Skip navigation.

Supreme Court Sides With Property Owners Over EPA

March 21, 2012

The United States Supreme Court issued a unanimous decision on March 21, ruling that property owners can sue to void compliance orders issued by the EPA immediately, rather than having to wait until the EPA decides to take the property owner to court for noncompliance. The decision makes clear access to courts is a proper response to “the strong-arming of regulated parties” by government agencies.

“The decision, written by Justice Antonin Scalia, opens the federal courthouse door to an Idaho couple who have a .63-acre parcel of property close to Priest Lake, and plan to build a house on it. EPA considered their property to be a “wetland,” and told them to stop the development, and restore the property to its former state — or face fines that the government said could reach $75,000 a day. The EPA acted under the Clean Water Act, and it insisted — with the approval of lower courts — that the couple could not sue to challenge the order and had to wait for court review at the option of EPA. That was the result the Court overturned in Sackett, et al., v. EPA, et al. (docket 10-1062).”1

In its opinion the Court made clear it was not deciding the merits of the case, it was only ensuring the Sacketts would have their day in court. Justice Ruth Bader Ginsburg said in a separate opinion that she had joined the Court’s opinion on the understanding that it left the decision in the underlying case up to the lower court.

“Justice Samuel A. Alito, Jr., who was among those protesting most strongly at that hearing, wrote a separate opinion Wednesday complaining that the scope of the Clean Water Act’s application to private property is unclear, and Congress or the EPA should move to clarify it. Alito also argued that the treatment of the Sacketts, and others denied a right to sue EPA, was “unthinkable” in a country that values due process.”2

The EPA issues nearly 3,000 administrative compliance orders a year that call on alleged violators of environmental laws to stop what they're doing and repair the harm they've caused. Major business groups, homebuilders, road builders and agricultural interests all joined the Sacketts in urging the court to make it easier to contest EPA compliance orders issued under several environmental laws earlier in the process.

1 Lyle Denniston, Opinion recap: Taking EPA to court, available at http://www.scotusblog.com/2012/03/opinion-recap-taking-epa-to-court/

2 Id.

This post was authored by GLLF staff attorney Emily Kelchen.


### Your instructions:
The whole listing below should be printed again exactly, with no images.

### Data records:
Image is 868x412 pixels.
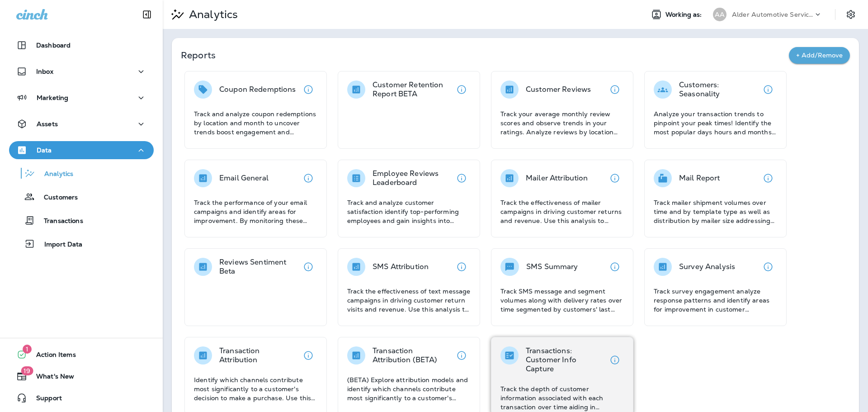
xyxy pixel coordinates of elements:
button: View details [606,258,624,276]
p: Transaction Attribution (BETA) [373,347,453,365]
p: Alder Automotive Services, LLC dba Grease Monkey Laramie [732,11,813,18]
span: 1 [23,345,32,354]
p: Employee Reviews Leaderboard [373,169,453,187]
button: Assets [9,115,153,133]
p: Coupon Redemptions [219,85,296,94]
p: Track your average monthly review scores and observe trends in your ratings. Analyze reviews by l... [501,110,624,137]
p: Marketing [36,94,68,102]
button: Inbox [9,63,153,81]
button: Dashboard [9,36,153,55]
p: Reports [181,49,789,61]
p: Mail Report [679,174,721,182]
p: Transactions: Customer Info Capture [526,347,606,374]
button: Analytics [9,164,153,182]
button: Data [9,141,153,160]
p: Track the depth of customer information associated with each transaction over time aiding in asse... [501,384,624,412]
p: Email General [219,174,268,182]
p: Reviews Sentiment Beta [219,258,299,276]
button: + Add/Remove [789,47,850,64]
p: Track the effectiveness of text message campaigns in driving customer return visits and revenue. ... [347,287,471,314]
button: View details [299,81,318,98]
p: Transactions [35,217,83,226]
button: View details [453,258,471,276]
button: 1Action Items [9,345,153,364]
p: Customers: Seasonality [679,81,759,98]
button: Marketing [9,89,153,107]
p: Customer Reviews [526,85,591,94]
button: Customers [9,187,153,206]
p: SMS Attribution [373,263,429,271]
p: Track and analyze coupon redemptions by location and month to uncover trends boost engagement and... [194,110,318,137]
p: Identify which channels contribute most significantly to a customer's decision to make a purchase... [194,376,318,403]
p: SMS Summary [526,263,579,271]
p: (BETA) Explore attribution models and identify which channels contribute most significantly to a ... [347,376,471,403]
button: Import Data [9,234,153,253]
button: 19What's New [9,368,153,386]
button: View details [759,258,777,276]
span: 19 [21,366,33,376]
button: Transactions [9,211,153,230]
button: View details [453,81,471,98]
button: Settings [843,6,859,23]
button: View details [759,81,777,98]
p: Import Data [35,241,83,249]
button: View details [453,347,471,365]
div: AA [713,7,727,22]
p: Assets [36,121,58,128]
p: Dashboard [36,42,71,49]
p: Track mailer shipment volumes over time and by template type as well as distribution by mailer si... [654,198,777,226]
button: View details [299,258,318,276]
button: View details [606,81,624,98]
p: Transaction Attribution [219,347,299,365]
button: View details [453,169,471,187]
button: View details [606,169,624,187]
p: Data [36,147,52,153]
p: Survey Analysis [679,263,735,271]
p: Analytics [186,7,238,22]
p: Analytics [35,170,73,178]
button: View details [299,347,318,365]
span: Support [27,394,62,405]
button: View details [606,351,624,369]
button: Collapse Sidebar [135,5,159,24]
p: Track and analyze customer satisfaction identify top-performing employees and gain insights into ... [347,198,471,226]
p: Mailer Attribution [526,174,588,182]
button: View details [299,169,318,187]
p: Customers [35,194,78,202]
p: Track survey engagement analyze response patterns and identify areas for improvement in customer ... [654,287,777,314]
p: Track the performance of your email campaigns and identify areas for improvement. By monitoring t... [194,198,318,226]
span: Working as: [665,11,704,19]
button: View details [759,169,777,187]
button: Support [9,389,153,407]
p: Track the effectiveness of mailer campaigns in driving customer returns and revenue. Use this ana... [501,198,624,226]
span: What's New [27,373,74,384]
span: Action Items [27,351,76,362]
p: Customer Retention Report BETA [373,81,453,98]
p: Track SMS message and segment volumes along with delivery rates over time segmented by customers'... [501,287,624,314]
p: Inbox [36,68,53,75]
p: Analyze your transaction trends to pinpoint your peak times! Identify the most popular days hours... [654,110,777,137]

### Exercise answer:
Image is 868x412 pixels.
xyxy pixel coordinates of elements:
button: View details [606,258,624,276]
p: Transaction Attribution (BETA) [373,347,453,365]
p: Alder Automotive Services, LLC dba Grease Monkey Laramie [732,11,813,18]
span: 1 [23,345,32,354]
p: Employee Reviews Leaderboard [373,169,453,187]
button: Assets [9,115,153,133]
p: Coupon Redemptions [219,85,296,94]
p: Track your average monthly review scores and observe trends in your ratings. Analyze reviews by l... [501,110,624,137]
p: Marketing [36,94,68,102]
button: Inbox [9,63,153,81]
button: Dashboard [9,36,153,55]
p: Reports [181,49,789,61]
p: Mail Report [679,174,721,182]
p: Transactions: Customer Info Capture [526,347,606,374]
button: Analytics [9,164,153,182]
button: Data [9,141,153,160]
p: Track the depth of customer information associated with each transaction over time aiding in asse... [501,384,624,412]
p: Email General [219,174,268,182]
p: Reviews Sentiment Beta [219,258,299,276]
button: + Add/Remove [789,47,850,64]
p: Track the effectiveness of text message campaigns in driving customer return visits and revenue. ... [347,287,471,314]
button: View details [299,81,318,98]
p: Transactions [35,217,83,226]
button: View details [453,258,471,276]
button: 1Action Items [9,345,153,364]
p: Customers: Seasonality [679,81,759,98]
button: Marketing [9,89,153,107]
p: Customer Reviews [526,85,591,94]
button: Customers [9,187,153,206]
p: SMS Attribution [373,263,429,271]
p: Track and analyze coupon redemptions by location and month to uncover trends boost engagement and... [194,110,318,137]
p: Identify which channels contribute most significantly to a customer's decision to make a purchase... [194,376,318,403]
p: SMS Summary [526,263,579,271]
p: (BETA) Explore attribution models and identify which channels contribute most significantly to a ... [347,376,471,403]
button: Import Data [9,234,153,253]
button: 19What's New [9,368,153,386]
button: View details [759,258,777,276]
span: 19 [21,366,33,376]
button: Transactions [9,211,153,230]
button: View details [453,81,471,98]
button: Settings [843,6,859,23]
button: View details [759,81,777,98]
p: Import Data [35,241,83,249]
button: View details [453,347,471,365]
div: AA [713,7,727,22]
p: Assets [36,121,58,128]
p: Dashboard [36,42,71,49]
p: Track mailer shipment volumes over time and by template type as well as distribution by mailer si... [654,198,777,226]
button: View details [299,258,318,276]
button: View details [606,81,624,98]
p: Transaction Attribution [219,347,299,365]
button: View details [453,169,471,187]
button: View details [606,169,624,187]
p: Data [36,147,52,153]
p: Survey Analysis [679,263,735,271]
p: Analytics [186,7,238,22]
p: Analytics [35,170,73,178]
button: View details [299,347,318,365]
span: Support [27,394,62,405]
button: View details [606,351,624,369]
button: Collapse Sidebar [135,5,159,24]
p: Track and analyze customer satisfaction identify top-performing employees and gain insights into ... [347,198,471,226]
p: Mailer Attribution [526,174,588,182]
button: View details [299,169,318,187]
p: Customers [35,194,78,202]
p: Track survey engagement analyze response patterns and identify areas for improvement in customer ... [654,287,777,314]
p: Track the performance of your email campaigns and identify areas for improvement. By monitoring t... [194,198,318,226]
span: Working as: [665,11,704,19]
button: View details [759,169,777,187]
button: Support [9,389,153,407]
p: Track the effectiveness of mailer campaigns in driving customer returns and revenue. Use this ana... [501,198,624,226]
span: What's New [27,373,74,384]
span: Action Items [27,351,76,362]
p: Customer Retention Report BETA [373,81,453,98]
p: Track SMS message and segment volumes along with delivery rates over time segmented by customers'... [501,287,624,314]
p: Inbox [36,68,53,75]
p: Analyze your transaction trends to pinpoint your peak times! Identify the most popular days hours... [654,110,777,137]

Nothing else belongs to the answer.